Luigi: The Making and the Meaning by John H Richardson – Sympathy for a Devil?

On the fifth of December 2024, a leading publication ran the headline “Insurance CEO Shot Dead In Manhattan”. The report then noted that Brian Thompson was “fatally wounded from behind in Midtown Manhattan by a assailant who then walked coolly away”. The daytime killing was truly chilling and disturbing. But numerous US citizens had a different response: for those who faced insurance rejections or faced exorbitant healthcare costs, the news felt cathartic. Online platforms erupted. One post stated: “All jokes aside … no one here is the judge of who should live or perish. That’s the job of the artificial intelligence system the insurance company designed to increase earnings on your health.”

Less than a week after, Luigi Mangione, a handsome, 26-year-old University of Pennsylvania alumnus with a master’s in computer science, was arrested at a McDonald’s in Altoona, Pennsylvania. He awaits trial on criminal counts of murder, with prosecutors seeking the death penalty. So what is his background? And what might have motivated the accused offense? These are the questions John H Richardson attempts to answer in an investigation that delves into wider topics, too.

The Making of a Subject

A journalist for Esquire magazine, Richardson devoted considerable time to studying the groups that lurk in the dark corners of the internet, producing articles about people “plagued by genuine concerns about an end-times scenario”. To uncover “the making” of his subject, Richardson first reviews Mangione’s extensive reading. We learn that “[when] he was arrested, Luigi had a list of nearly three hundred titles on a reading platform”. Their content covered climate change to masculinity, along with a “emphasis on his own self-improvement, both physical and mental”. Additionally, Richardson analyzes his communications with influencers and authors as well as his many updates on social media. These original materials, intended to depict a picture of Mangione, instead present him as an unclear character. Richardson attempts to explain this by suggesting that “Luigi’s mystery, in fact, is what gives him a little of that old trickster magic”. Here, as elsewhere, Richardson tries to frame his subject in symbolic roles.

Mangione is profoundly worried about the world around him, one where ‘change is rapid whether we like it or not’

Interpreting the Incident

As for “the meaning” of the title, Richardson uses as a clue three words – “postpone”, “deny” and “depose”, engraved on the bullets left behind at the crime scene. These are the phrases sometimes used by medical insurers to reject claims. He examines the evidence Mangione suffered from a long-term spinal issue, which could have been a reason for an attack, but discovers no confirmation; instead, what significance there is seems to lie in Mangione’s existential anxiety about the world around him, one where “the pace is quickening whether we like it or not, sliding faster and faster to the edge”; a world where the general belief seems to be that AI is going to eventually either take control, or destroy us, or both.

Missing Pieces

Notably missing from the book are conversations with the principal actors.
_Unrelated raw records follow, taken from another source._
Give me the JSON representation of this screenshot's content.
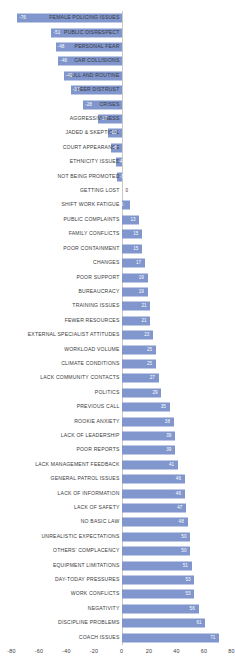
{
  "chart_data": {
    "type": "bar",
    "orientation": "horizontal",
    "title": "",
    "subtitle": "",
    "xlabel": "",
    "ylabel": "",
    "xlim": [
      -80,
      80
    ],
    "xticks": [
      -80,
      -60,
      -40,
      -20,
      0,
      20,
      40,
      60,
      80
    ],
    "xticklabels": [
      "-80",
      "-60",
      "-40",
      "-20",
      "0",
      "20",
      "40",
      "60",
      "80"
    ],
    "grid": false,
    "legend": null,
    "bar_color": "#8096cd",
    "value_label_color": "#ffffff",
    "categories": [
      "FEMALE POLICING ISSUES",
      "PUBLIC DISRESPECT",
      "PERSONAL FEAR",
      "CAR COLLISIONS",
      "LULL AND ROUTINE",
      "PEER DISTRUST",
      "CRISES",
      "AGGRESSIVENESS",
      "JADED & SKEPTICAL",
      "COURT APPEARANCE",
      "ETHNICITY ISSUES",
      "NOT BEING PROMOTED",
      "GETTING LOST",
      "SHIFT WORK FATIGUE",
      "PUBLIC COMPLAINTS",
      "FAMILY CONFLICTS",
      "POOR CONTAINMENT",
      "CHANGES",
      "POOR SUPPORT",
      "BUREAUCRACY",
      "TRAINING ISSUES",
      "FEWER RESOURCES",
      "EXTERNAL SPECIALIST ATTITUDES",
      "WORKLOAD VOLUME",
      "CLIMATE CONDITIONS",
      "LACK COMMUNITY CONTACTS",
      "POLITICS",
      "PREVIOUS CALL",
      "ROOKIE ANXIETY",
      "LACK OF LEADERSHIP",
      "POOR REPORTS",
      "LACK MANAGEMENT FEEDBACK",
      "GENERAL PATROL ISSUES",
      "LACK OF INFORMATION",
      "LACK OF SAFETY",
      "NO BASIC LAW",
      "UNREALISTIC EXPECTATIONS",
      "OTHERS' COMPLACENCY",
      "EQUIPMENT LIMITATIONS",
      "DAY-TODAY PRESSURES",
      "WORK CONFLICTS",
      "NEGATIVITY",
      "DISCIPLINE PROBLEMS",
      "COACH ISSUES"
    ],
    "values": [
      -76,
      -51,
      -48,
      -46,
      -42,
      -37,
      -28,
      -17,
      -10,
      -8,
      -4,
      -3,
      0,
      6,
      13,
      15,
      15,
      17,
      19,
      19,
      21,
      21,
      23,
      25,
      25,
      27,
      29,
      35,
      38,
      39,
      39,
      41,
      46,
      46,
      47,
      48,
      50,
      50,
      51,
      53,
      53,
      56,
      61,
      71
    ],
    "value_labels": [
      "-76",
      "-51",
      "-48",
      "-46",
      "-42",
      "-37",
      "-28",
      "-17",
      "-10",
      "-8",
      "-4",
      "-3",
      "0",
      "6",
      "13",
      "15",
      "15",
      "17",
      "19",
      "19",
      "21",
      "21",
      "23",
      "25",
      "25",
      "27",
      "29",
      "35",
      "38",
      "39",
      "39",
      "41",
      "46",
      "46",
      "47",
      "48",
      "50",
      "50",
      "51",
      "53",
      "53",
      "56",
      "61",
      "71"
    ]
  }
}
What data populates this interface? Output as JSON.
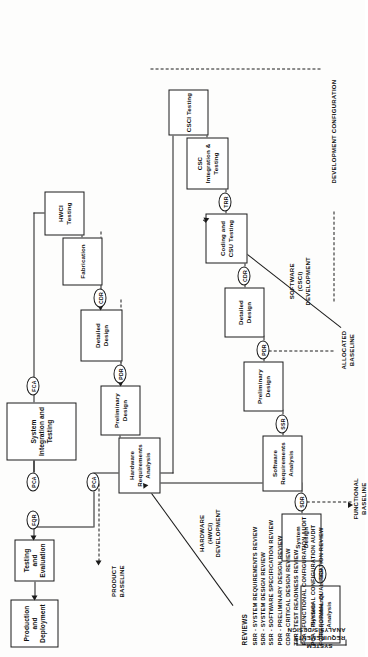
{
  "diagram": {
    "orientation": "rotated-90"
  },
  "legend": {
    "title": "REVIEWS",
    "entries": [
      {
        "code": "SRR",
        "text": "SRR - SYSTEM REQUIREMENTS REVIEW"
      },
      {
        "code": "SDR",
        "text": "SDR - SYSTEM DESIGN REVIEW"
      },
      {
        "code": "SSR",
        "text": "SSR - SOFTWARE SPECIFICATION REVIEW"
      },
      {
        "code": "PDR",
        "text": "PDR - PRELIMINARY DESIGN REVIEW"
      },
      {
        "code": "CDR",
        "text": "CDR - CRITICAL DESIGN REVIEW"
      },
      {
        "code": "TRR",
        "text": "TRR - TEST READINESS REVIEW"
      },
      {
        "code": "FCA",
        "text": "FCA - FUNCTIONAL CONFIGURATION AUDIT"
      },
      {
        "code": "PCA",
        "text": "PCA - PHYSICAL CONFIGURATION AUDIT"
      },
      {
        "code": "FQR",
        "text": "FQR - FORMAL QUALIFICATION REVIEW"
      }
    ]
  },
  "boxes": {
    "production_deployment": "Production and Deployment",
    "testing_evaluation": "Testing and Evaluation",
    "system_integration_testing": "System Integration and Testing",
    "hwci_testing": "HWCI Testing",
    "fabrication": "Fabrication",
    "hw_detailed_design": "Detailed Design",
    "hw_preliminary_design": "Preliminary Design",
    "hw_requirements_analysis": "Hardware Requirements Analysis",
    "csc_integration_testing": "CSC Integration & Testing",
    "csci_testing": "CSCI Testing",
    "coding_csu_testing": "Coding and CSU Testing",
    "sw_detailed_design": "Detailed Design",
    "sw_preliminary_design": "Preliminary Design",
    "sw_requirements_analysis": "Software Requirements Analysis",
    "system_design": "System Design",
    "system_requirements_analysis": "System Requirements Analysis"
  },
  "reviews": {
    "fqr": "FQR",
    "pca_1": "PCA",
    "pca_2": "PCA",
    "fca": "FCA",
    "cdr_hw": "CDR",
    "trr": "TRR",
    "cdr_sw": "CDR",
    "pdr_hw": "PDR",
    "pdr_sw": "PDR",
    "ssr": "SSR",
    "sdr": "SDR",
    "srr": "SRR"
  },
  "labels": {
    "hardware_development": "HARDWARE\n(HWCI)\nDEVELOPMENT",
    "software_development": "SOFTWARE\n(CSCI)\nDEVELOPMENT",
    "system_requirements": "SYSTEM\nREQUIREMENTS\nANALYSIS/DESIGN",
    "development_configuration": "DEVELOPMENT CONFIGURATION",
    "product_baseline": "PRODUCT\nBASELINE",
    "allocated_baseline": "ALLOCATED\nBASELINE",
    "functional_baseline": "FUNCTIONAL\nBASELINE"
  },
  "colors": {
    "ink": "#1a1a1a",
    "paper": "#ffffff",
    "page": "#fdfdfc"
  }
}
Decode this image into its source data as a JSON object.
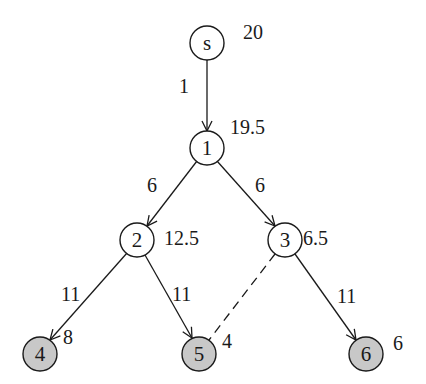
{
  "diagram": {
    "type": "search-tree",
    "colors": {
      "stroke": "#1a1a1a",
      "node_fill_plain": "#ffffff",
      "node_fill_leaf": "#c8c8c8"
    },
    "nodes": [
      {
        "id": "s",
        "label": "s",
        "value": "20",
        "cx": 207,
        "cy": 43,
        "shaded": false
      },
      {
        "id": "1",
        "label": "1",
        "value": "19.5",
        "cx": 207,
        "cy": 148,
        "shaded": false
      },
      {
        "id": "2",
        "label": "2",
        "value": "12.5",
        "cx": 137,
        "cy": 240,
        "shaded": false
      },
      {
        "id": "3",
        "label": "3",
        "value": "6.5",
        "cx": 285,
        "cy": 240,
        "shaded": false
      },
      {
        "id": "4",
        "label": "4",
        "value": "8",
        "cx": 40,
        "cy": 354,
        "shaded": true
      },
      {
        "id": "5",
        "label": "5",
        "value": "4",
        "cx": 199,
        "cy": 354,
        "shaded": true
      },
      {
        "id": "6",
        "label": "6",
        "value": "6",
        "cx": 366,
        "cy": 354,
        "shaded": true
      }
    ],
    "edges": [
      {
        "from": "s",
        "to": "1",
        "weight": "1",
        "style": "solid"
      },
      {
        "from": "1",
        "to": "2",
        "weight": "6",
        "style": "solid"
      },
      {
        "from": "1",
        "to": "3",
        "weight": "6",
        "style": "solid"
      },
      {
        "from": "2",
        "to": "4",
        "weight": "11",
        "style": "solid"
      },
      {
        "from": "2",
        "to": "5",
        "weight": "11",
        "style": "solid"
      },
      {
        "from": "3",
        "to": "6",
        "weight": "11",
        "style": "solid"
      },
      {
        "from": "3",
        "to": "5",
        "weight": "",
        "style": "dashed"
      }
    ]
  }
}
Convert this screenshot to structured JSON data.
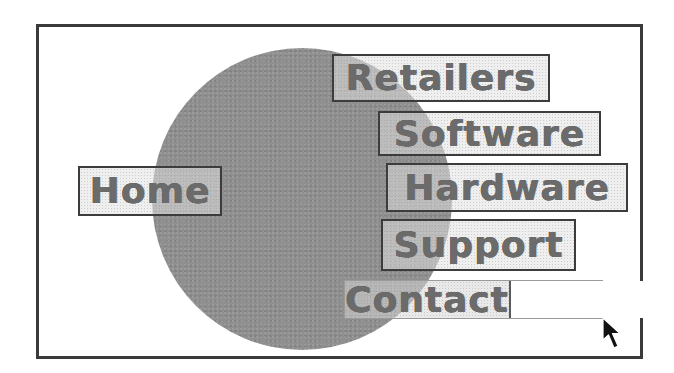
{
  "diagram": {
    "type": "menu-layout-sketch",
    "background_shape": {
      "shape": "circle",
      "fill": "#8f8f8f"
    },
    "frame": {
      "border_color": "#3a3a3a"
    },
    "menu": {
      "items": [
        {
          "id": "retailers",
          "label": "Retailers"
        },
        {
          "id": "software",
          "label": "Software"
        },
        {
          "id": "hardware",
          "label": "Hardware"
        },
        {
          "id": "home",
          "label": "Home"
        },
        {
          "id": "support",
          "label": "Support"
        },
        {
          "id": "contact",
          "label": "Contact",
          "state": "hovered"
        }
      ]
    },
    "contact_field": {
      "value": ""
    },
    "pointer": {
      "icon": "arrow-cursor-icon"
    }
  }
}
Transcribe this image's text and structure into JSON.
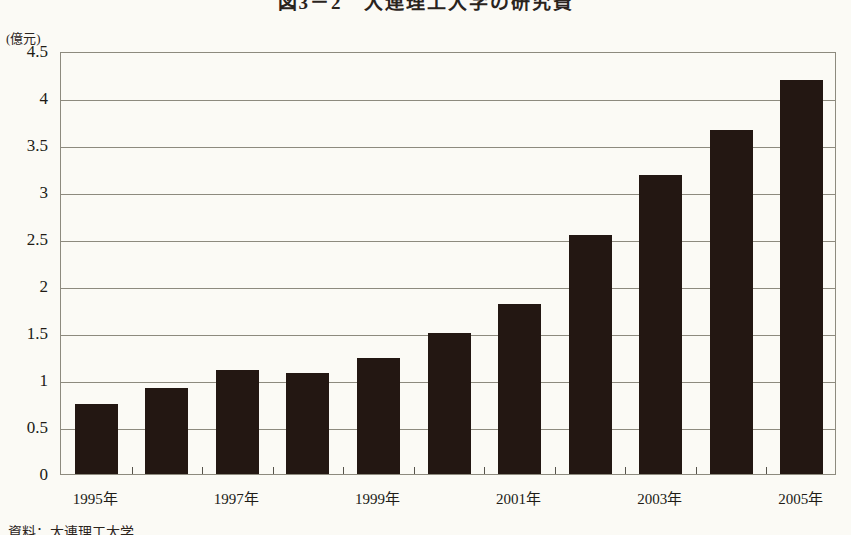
{
  "figure": {
    "title": "図3－2　大連理工大学の研究費",
    "source_note": "資料：大連理工大学",
    "y_unit_label": "(億元)"
  },
  "colors": {
    "bar": "#231712",
    "grid": "#8d8a7e",
    "background": "#fbfaf5",
    "text": "#201b15"
  },
  "chart_data": {
    "type": "bar",
    "title": "図3－2　大連理工大学の研究費",
    "xlabel": "",
    "ylabel": "(億元)",
    "ylim": [
      0,
      4.5
    ],
    "ytick_values": [
      0,
      0.5,
      1,
      1.5,
      2,
      2.5,
      3,
      3.5,
      4,
      4.5
    ],
    "ytick_labels": [
      "0",
      "0.5",
      "1",
      "1.5",
      "2",
      "2.5",
      "3",
      "3.5",
      "4",
      "4.5"
    ],
    "grid": true,
    "legend": false,
    "categories": [
      "1995年",
      "1996年",
      "1997年",
      "1998年",
      "1999年",
      "2000年",
      "2001年",
      "2002年",
      "2003年",
      "2004年",
      "2005年"
    ],
    "values": [
      0.74,
      0.92,
      1.11,
      1.07,
      1.23,
      1.5,
      1.81,
      2.54,
      3.18,
      3.66,
      4.19
    ],
    "xtick_labels": [
      "1995年",
      "1997年",
      "1999年",
      "2001年",
      "2003年",
      "2005年"
    ],
    "xtick_categories": [
      "1995年",
      "1997年",
      "1999年",
      "2001年",
      "2003年",
      "2005年"
    ]
  }
}
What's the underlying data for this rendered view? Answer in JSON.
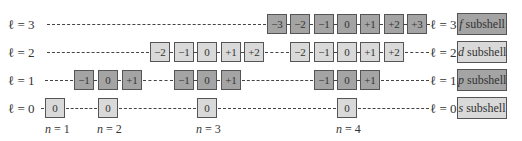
{
  "diagram": {
    "colors": {
      "dark_box": "#a4a4a4",
      "light_box": "#d9d9d9",
      "border": "#555555"
    },
    "rows": [
      {
        "l_label_left": "ℓ = 3",
        "l_label_right": "ℓ = 3",
        "subshell_letter": "f",
        "subshell_word": "subshell",
        "shade": "dark",
        "groups": [
          {
            "n": 4,
            "values": [
              "−3",
              "−2",
              "−1",
              "0",
              "+1",
              "+2",
              "+3"
            ]
          }
        ]
      },
      {
        "l_label_left": "ℓ = 2",
        "l_label_right": "ℓ = 2",
        "subshell_letter": "d",
        "subshell_word": "subshell",
        "shade": "light",
        "groups": [
          {
            "n": 3,
            "values": [
              "−2",
              "−1",
              "0",
              "+1",
              "+2"
            ]
          },
          {
            "n": 4,
            "values": [
              "−2",
              "−1",
              "0",
              "+1",
              "+2"
            ]
          }
        ]
      },
      {
        "l_label_left": "ℓ = 1",
        "l_label_right": "ℓ = 1",
        "subshell_letter": "p",
        "subshell_word": "subshell",
        "shade": "dark",
        "groups": [
          {
            "n": 2,
            "values": [
              "−1",
              "0",
              "+1"
            ]
          },
          {
            "n": 3,
            "values": [
              "−1",
              "0",
              "+1"
            ]
          },
          {
            "n": 4,
            "values": [
              "−1",
              "0",
              "+1"
            ]
          }
        ]
      },
      {
        "l_label_left": "ℓ = 0",
        "l_label_right": "ℓ = 0",
        "subshell_letter": "s",
        "subshell_word": "subshell",
        "shade": "light",
        "groups": [
          {
            "n": 1,
            "values": [
              "0"
            ]
          },
          {
            "n": 2,
            "values": [
              "0"
            ]
          },
          {
            "n": 3,
            "values": [
              "0"
            ]
          },
          {
            "n": 4,
            "values": [
              "0"
            ]
          }
        ]
      }
    ],
    "n_labels": [
      {
        "var": "n",
        "text": " = 1"
      },
      {
        "var": "n",
        "text": " = 2"
      },
      {
        "var": "n",
        "text": " = 3"
      },
      {
        "var": "n",
        "text": " = 4"
      }
    ]
  }
}
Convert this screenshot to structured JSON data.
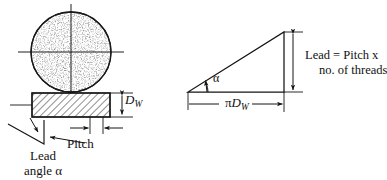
{
  "figure": {
    "type": "engineering-diagram",
    "left_view": {
      "circle": {
        "label": "worm cross-section",
        "fill": "stippled",
        "cx": 71,
        "cy": 52,
        "r": 40
      },
      "bar": {
        "label": "thread flank bar",
        "fill": "hatched",
        "x": 32,
        "y": 93,
        "w": 78,
        "h": 24
      },
      "labels": {
        "diameter": "D",
        "diameter_sub": "W",
        "pitch": "Pitch",
        "lead_angle_line1": "Lead",
        "lead_angle_line2": "angle",
        "lead_angle_symbol": "α"
      }
    },
    "right_view": {
      "triangle": {
        "label": "unrolled helix triangle",
        "x1": 188,
        "y1": 92,
        "x2": 284,
        "y2": 92,
        "x3": 284,
        "y3": 32
      },
      "labels": {
        "angle": "α",
        "base_pi": "π",
        "base_d": "D",
        "base_sub": "W",
        "lead_line1": "Lead = Pitch x",
        "lead_line2": "no. of threads"
      }
    },
    "colors": {
      "ink": "#1a1a1a",
      "paper": "#ffffff",
      "hatch": "#2a2a2a",
      "stipple": "#333333"
    }
  }
}
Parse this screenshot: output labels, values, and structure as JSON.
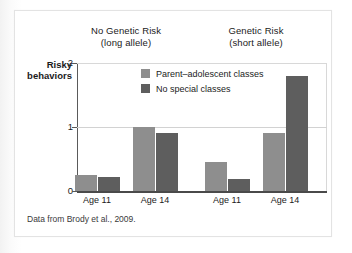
{
  "figure": {
    "source_note": "Data from Brody et al., 2009."
  },
  "groups": [
    {
      "line1": "No Genetic Risk",
      "line2": "(long allele)"
    },
    {
      "line1": "Genetic Risk",
      "line2": "(short allele)"
    }
  ],
  "axis": {
    "y_title_line1": "Risky",
    "y_title_line2": "behaviors",
    "y_ticks": [
      "0",
      "1",
      "2"
    ]
  },
  "legend": {
    "items": [
      {
        "label": "Parent–adolescent classes",
        "color": "#8e8e8e"
      },
      {
        "label": "No special classes",
        "color": "#5e5e5e"
      }
    ]
  },
  "chart_data": {
    "type": "bar",
    "title": "",
    "subtitle": "",
    "xlabel": "",
    "ylabel": "Risky behaviors",
    "ylim": [
      0,
      2
    ],
    "yticks": [
      0,
      1,
      2
    ],
    "grid": true,
    "legend_position": "inside-top-center",
    "group_labels": [
      "No Genetic Risk (long allele)",
      "Genetic Risk (short allele)"
    ],
    "categories": [
      "Age 11",
      "Age 14",
      "Age 11",
      "Age 14"
    ],
    "series": [
      {
        "name": "Parent–adolescent classes",
        "color": "#8e8e8e",
        "values": [
          0.25,
          1.0,
          0.45,
          0.9
        ]
      },
      {
        "name": "No special classes",
        "color": "#5e5e5e",
        "values": [
          0.22,
          0.9,
          0.18,
          1.8
        ]
      }
    ],
    "annotations": [
      "Data from Brody et al., 2009."
    ]
  },
  "layout": {
    "plot_left": 62,
    "plot_right": 312,
    "plot_top": 52,
    "plot_bottom": 180,
    "group_centers": [
      111,
      241
    ],
    "cluster_centers": [
      82,
      140,
      212,
      270
    ],
    "bar_width": 22,
    "bar_gap": 1
  }
}
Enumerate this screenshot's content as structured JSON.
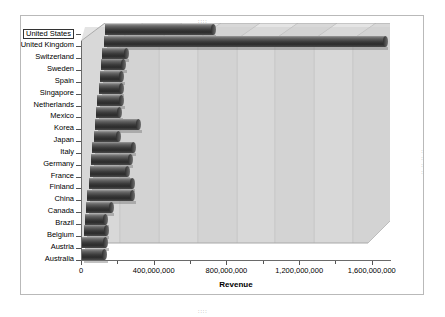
{
  "frame": {
    "handle_dots": "::::"
  },
  "chart_data": {
    "type": "bar",
    "orientation": "horizontal",
    "title": "",
    "xlabel": "Revenue",
    "ylabel": "",
    "xlim": [
      0,
      1700000000
    ],
    "grid": true,
    "legend": "none",
    "selected_category": "United States",
    "xticks": [
      {
        "value": 0,
        "label": "0"
      },
      {
        "value": 200000000,
        "label": ""
      },
      {
        "value": 400000000,
        "label": "400,000,000"
      },
      {
        "value": 600000000,
        "label": ""
      },
      {
        "value": 800000000,
        "label": "800,000,000"
      },
      {
        "value": 1000000000,
        "label": ""
      },
      {
        "value": 1200000000,
        "label": "1,200,000,000"
      },
      {
        "value": 1400000000,
        "label": ""
      },
      {
        "value": 1600000000,
        "label": "1,600,000,000"
      }
    ],
    "categories": [
      "United States",
      "United Kingdom",
      "Switzerland",
      "Sweden",
      "Spain",
      "Singapore",
      "Netherlands",
      "Mexico",
      "Korea",
      "Japan",
      "Italy",
      "Germany",
      "France",
      "Finland",
      "China",
      "Canada",
      "Brazil",
      "Belgium",
      "Austria",
      "Australia"
    ],
    "values": [
      595000000,
      1550000000,
      130000000,
      125000000,
      120000000,
      125000000,
      135000000,
      130000000,
      240000000,
      135000000,
      225000000,
      215000000,
      205000000,
      240000000,
      250000000,
      140000000,
      115000000,
      125000000,
      130000000,
      130000000
    ]
  },
  "colors": {
    "bar_dark": "#2b2b2b",
    "bar_light": "#7c7c7c",
    "plot_wall": "#d6d6d6",
    "plot_floor": "#c9c9c9",
    "frame_border": "#b9b9b9",
    "axis": "#6a6a6a",
    "text": "#000000"
  }
}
Richardson made requests, but never expected time with Mangione himself. And his family stated explicitly that they had decided against speaking to the media in advance of the trial. Another glaring gap is any significant information about the deceased, Thompson, though we learn that under his leadership, from the early 2020s, UHC profits increased by 33%.

Ambiguous Findings

By book’s end, the audience has no clear understanding of Mangione’s personality or what might have motivated his accused actions. More troubling, Richardson’s obvious sympathy for him creates the disturbing feeling of having been privy to a veiled endorsement of an assassination. In the book’s final lines, Richardson delivers his mythical interpretation: “We’ve entered a time of fables, the mad king, the monster in the maze and the naked leader.” In that fable “outlaw heroes come with a beautiful promise … They arrive in periods of unrest, when the population is in pain and everything is confusing anymore.”

One thing is clear: as Mangione’s legal representatives continues in its attempts have accusations that could lead to the ultimate sentence dismissed, any reference of myths, Robin Hoods, heroes or monsters will not be admissible as evidence in support for this attractive individual with a “jawline … and lips … out of a Caravaggio painting” facing judgment for murder.

Joseph White
Joseph White

A passionate web developer and tech enthusiast with over a decade of experience in creating innovative digital solutions.